Tuning into the twenties

Steven Elliott
Along for the ride
Published in
3 min readJan 12, 2020

Happy new year folks. I’m back.

December didn’t see much meaningful progress, hence the lack of updates through the month. And then hey presto, a new decade. The twenties. Wow.

My Hyper Island Master’s research paper (which was actually my research into the market opportunity for Race.Radio) was due on 15th December and so there came a point where I had to knuckle down and hammer the keyboard. I hit the deadline and it was pretty good — I think. I’m going to try and chop it up into some digestible chunks and dish it up here on Medium.

By mid-December there seemed little chance of rustling up any investment by year-end. Then a consulting job conveniently swallowed up the majority of my available time. The year could easily have fizzled out, but a couple of very different, but equally encouraging calls meant I was able to switch into holiday mode feeling positive about the coming year/decade.

Firstly, the investor-cum-adviser I mentioned in my last post called to let me know he’d had a couple of positive conversations with “very high net worth individuals” who may be prepared to invest and would be capable of putting up the full amount. Big hitters. We’ll be picking those conversations up this next week.

The second call was with Darius, one of the co-founders of YodelUP — a remarkably similar concept to Race.Radio, but targeting skiers and snowboarders. I’d found it while searching crowdfunding campaigns. While the website is still live, the Kickstarter campaign failed to reach its target and the product never made it into production. I wanted to understand why.

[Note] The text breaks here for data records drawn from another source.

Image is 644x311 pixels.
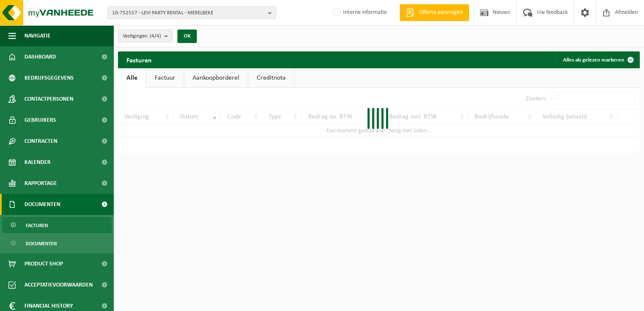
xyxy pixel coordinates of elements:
[26,236,57,252] span: Documenten
[24,131,57,152] span: Contracten
[24,194,60,215] span: Documenten
[118,52,160,68] h2: Facturen
[112,7,265,20] span: 10-752557 - LEVI PARTY RENTAL - MERELBEKE
[417,9,465,17] span: Offerte aanvragen
[249,68,294,88] a: Creditnota
[150,33,161,39] count: (4/4)
[24,89,73,110] span: Contactpersonen
[118,30,172,42] button: Vestigingen(4/4)
[24,152,51,173] span: Kalender
[400,4,469,21] a: Offerte aanvragen
[177,30,197,43] button: OK
[24,173,57,194] span: Rapportage
[118,68,146,88] a: Alle
[24,25,51,46] span: Navigatie
[24,274,93,296] span: Acceptatievoorwaarden
[184,68,248,88] a: Aankoopborderel
[24,110,56,131] span: Gebruikers
[146,68,184,88] a: Factuur
[123,30,161,42] span: Vestigingen
[26,218,48,234] span: Facturen
[107,6,276,19] button: 10-752557 - LEVI PARTY RENTAL - MERELBEKE
[2,217,112,233] a: Facturen
[24,253,63,274] span: Product Shop
[332,6,387,19] label: Interne informatie
[24,67,74,89] span: Bedrijfsgegevens
[557,52,639,68] button: Alles als gelezen markeren
[2,235,112,251] a: Documenten
[24,46,56,67] span: Dashboard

Darius was unbelievably generous with his time and advice. I won’t go into it all now, but it related predominantly to the challenges involved in developing hardware — and finding investors willing to place a bet on hardware. The thing that actually stuck with me was the remarkable amount of grit, hustle and resilience Darius had shown in trying to find investment and bring his product to market. Truly an inspiration. Ultimately you could argue he’d failed, but he came across as anything but a failure. He wasn’t sorry for himself, expressed zero regret and only talked positively of what the experience had taught him and where it had taken him in life. I resolved to show the same tenacity in chasing my dream — and to share my experience as willingly given the opportunity in the future.

So, to last week. The consulting work took precedence, but I was able to find a few hours to switch the website over from Squarespace to Shopify and rejigged the financial model for the nth time. There were calls with Michael about the next phase of development, Matthew about the design of the bone conducting earpiece and Bern about moving the brand identity forward, then an interesting video chat with one of our potential PTT partners. It feels good to be moving things forward again.

Over and out.

--

--

Steven Elliott
Along for the ride

Marketing strategist. Design enthusiast. Sunday cyclist. Wedding dancer. Dog whisperer. Liverpool fan.